Exeter Vs Sale: Sale Sharks Name Strong XV for Sandy Park Trip

The headline for the weekend is simple and selection-driven: exeter vs sale will be contested with Sale Sharks naming a strong XV for the trip to Exeter Chiefs at Sandy Park (KO 3. 05pm ET). Raffi Quirke returns after England duty and Alex Sanderson has made only two changes to the side that beat Bristol Bears, signalling a continuity-first approach as the Sharks head to Devon.
exeter vs sale: Why this matters right now
This match-up matters because Sale’s announced selection presents the clearest available indicator of the club’s immediate strategy. Raffi Quirke’s return to the starting nine — after being part of Steve Borthwick’s Six Nations squad — restores the half-back pairing, with Rob du Preez at fly-half. Alex Sanderson, the Sharks Director of Rugby, has retained the winning forward pack from Ashton Gate, giving young hooker Nathan Jibulu another opportunity between Si McIntyre and James Harper.
The fixture is framed by club communications from both sides: Sale Sharks published full team news listing the 23, while Exeter Chiefs have circulated a pre-match item credited to Rob Baxter. The game’s staged setting at Sandy Park underscores the away side’s decision to travel with a largely settled XV.

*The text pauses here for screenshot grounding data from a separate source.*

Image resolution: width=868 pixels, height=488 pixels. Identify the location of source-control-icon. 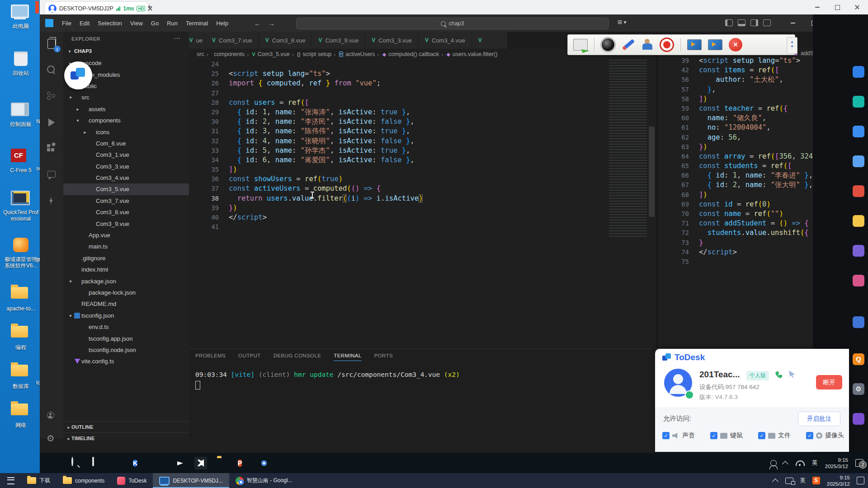
(52, 96).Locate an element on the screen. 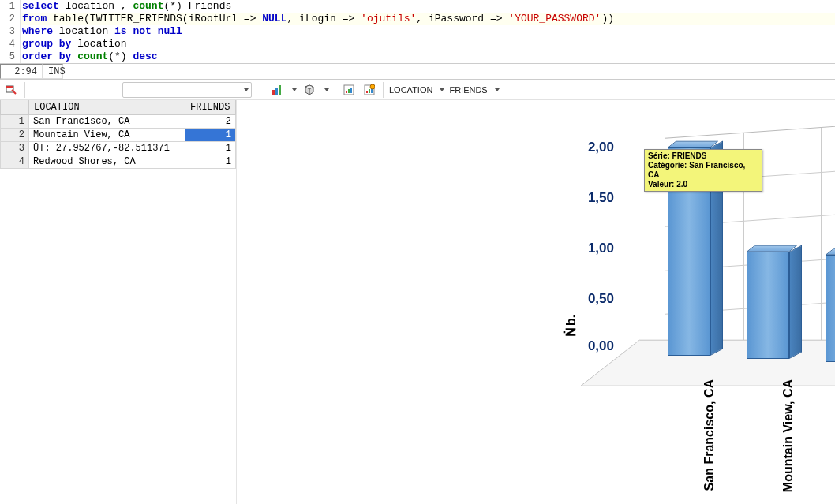 This screenshot has height=504, width=835. table-row-selected: 2 Mountain View, CA 1 is located at coordinates (118, 136).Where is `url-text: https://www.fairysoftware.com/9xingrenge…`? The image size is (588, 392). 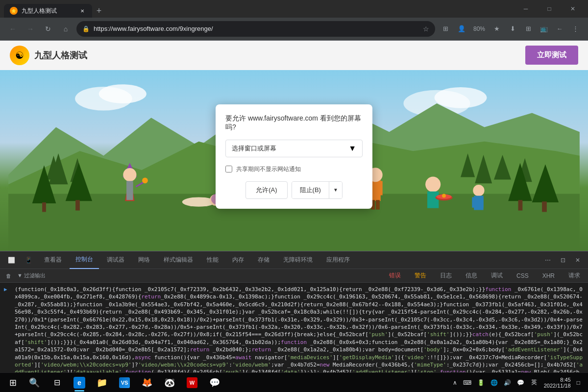 url-text: https://www.fairysoftware.com/9xingrenge… is located at coordinates (256, 28).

Deep analysis: What the Sale selection reveals
At its simplest, the selection choices are practical and telling. Maintaining the same pack from the Bristol victory suggests an emphasis on set-piece stability and continuity of front-row combinations: Si McIntyre, Nathan Jibulu and James Harper. The second-row pairing of Ernst van Rhyn and Ben Bamber provides leadership and height, while a combative back row of Jacques Vermeulen, Sam Dugdale and Dan du Preez indicates a physical template the Sharks intend to impose.
In the backs, the reinstatement of Raffi Quirke alongside Rob du Preez re-establishes a 9–10 axis that Sale clearly trusts after Quirke’s Six Nations involvement. Outside them, Rekeiti Ma’asi-White and Marius Louw occupy the centre channels, with Tom O’Flaherty, Arron Reed and Joe Carpenter named as the back three — a selection that balances finishing speed and aerial options. On the bench, Ethan Caine is listed as replacement hooker alongside academy prop Ralph McEachran and experienced front-row cover WillGriff John; the bench also includes Jos Gilmore, Reuben Logan, Gus Warr, Ollie Davies and Alex Wills, offering tactical flexibility during the second half.
Keeping the pack unchanged after a win hints at confidence in the forwards’ form and an expectation that continuity will produce repeatable results away from home. Choosing only two changes to a Premier Cup-winning side prioritises cohesion over wholesale rotation.
Expert perspectives and wider impact
Sale Sharks’ team announcement is explicit on the headline moves: “Raffi Quirke returns to the Sharks side after England duty as Alex Sanderson picks a strong XV for the trip to Exeter Chiefs on Saturday (KO 3. 05pm ET). ” The club’s published list of starters and replacements reads as a deliberate vote of confidence in the core group that finished the recent campaign.
Exeter Chiefs have signalled their own pre-match coverage under the heading “Rob Baxter pre-match | Sale Sharks, PREM R11, ” confirming the fixture as a focus for the club’s match-day communications at Sandy Park. The stadium details provided by the host club anchor the fixture: Sandy Park Stadium, Sandy Park Way, Exeter, Devon, EX2 7NN.
Regionally, an away selection that prioritizes forward continuity places pressure on Exeter’s pack to match set-piece execution; nationally, the return of a player from a national squad spotlights the interplay between international selection windows and domestic squad management. The bench mix of academy and experienced front-row cover shows how Sale balances development pathways with immediate competitive needs.
As exeter vs sale approaches at 3. 05pm ET, the written choices made by Alex Sanderson and the named 23 will be the primary data point for analysts and fans assessing short-term trajectories for both clubs. Will continuity pay off on the road, or will Exeter’s response unsettle a mostly unchanged Sale XV? The answer will be found at Sandy Park when the teams run out.